I've been doing some Windows OpenCL stuff recently. One of the things that kind of annoyed me a lot was all the time spend to set things up. Installing Visual Studio (which takes quite some time), finding the proper SDK and praying that everything kind of works. Not realy my kind of fun. And all I wanted to do was to create a program that uses the systems opencl.dll
.
So how hard can that be? What do I really need for that? Common sense linking would suggest you only need the header files. With that the compiler knows how to generate code to call the DLL functions. So I gave it a try and it actually worked! (Which honestly surprises me most of the time.)
- I downloaded MinGW-w64 as standalone compiler. You can use the installer but a 50 MiB archive with a small
.bat
or .cmd
script to add it's bin
directory to the %PATH%
is just my type of thing. No external dependencies or funny setup stuff. Extract and go. As long as Microsoft doesn't break backward compatibility (unlikely) it will continue to work out of the box. No trouble if I want to pick it up again later on.

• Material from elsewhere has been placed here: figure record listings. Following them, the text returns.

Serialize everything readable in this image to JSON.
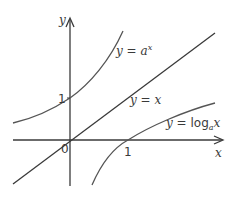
{
  "diagram": {
    "type": "function-graph",
    "axes": {
      "x_label": "x",
      "y_label": "y",
      "origin_label": "0",
      "x_tick_label": "1",
      "y_tick_label": "1"
    },
    "curves": [
      {
        "id": "exponential",
        "label_lhs": "y = ",
        "label_base": "a",
        "label_sup": "x"
      },
      {
        "id": "identity",
        "label": "y = x"
      },
      {
        "id": "logarithm",
        "label_lhs": "y = ",
        "label_fn": "log",
        "label_sub": "a",
        "label_arg": "x"
      }
    ],
    "colors": {
      "axis": "#3a3a3a",
      "line": "#3a3a3a",
      "curve": "#555555"
    }
  }
}
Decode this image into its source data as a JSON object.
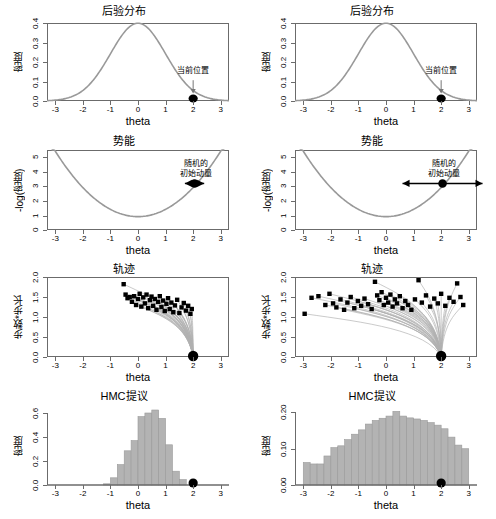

- All I really wanted from the OpenCL SDKs were the OpenCL header files. Well, you can get those directly from the Kronos Groups website. I actually only needed
cl.h
and cl_platform.h
. The others (e.g. cl_egl.h
) are optional addons and are not included by cl_platform.h
.
- The OpenCL runtime (
opencl.dll
) is provided by recent AMD or nVidia drivers. No need for any SDK.
All that remains is to add the OpenCL headers to the compilers include path, compile an OpenCL program and link it against the systems opencl.dll
:
gcc -I. main.c C:\Windows\System32\OpenCL.dll -o main.exe
I've put the OpenCL header files into an cl
subdirectory. Then added the current directory to the include path. So the compiler will find #include <cl/cl.h>
.
And that's it! MinGW-w64, two header files and a recent graphics driver is all you need. :)

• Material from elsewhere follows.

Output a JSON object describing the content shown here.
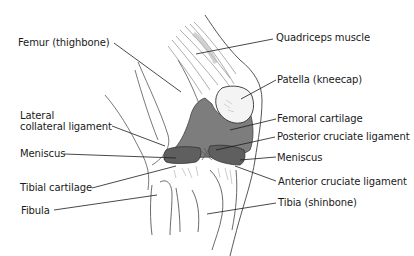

I've tested this with OpenCL 1.1 on nVidia (one notebook) and AMD drivers (two different computers). There's so much interesting stuff in OpenCL 1.1. alone (e.g. combining out-of-order GPU and CPU command queues) that I haven't tested newer versions yet.
If you're curious you can find the minimal setup on GitHub. It's a small OpenCL application that takes the first GPU and transforms a hand full of characters on the GPU. Total waste of any processing time but enough to see if it works.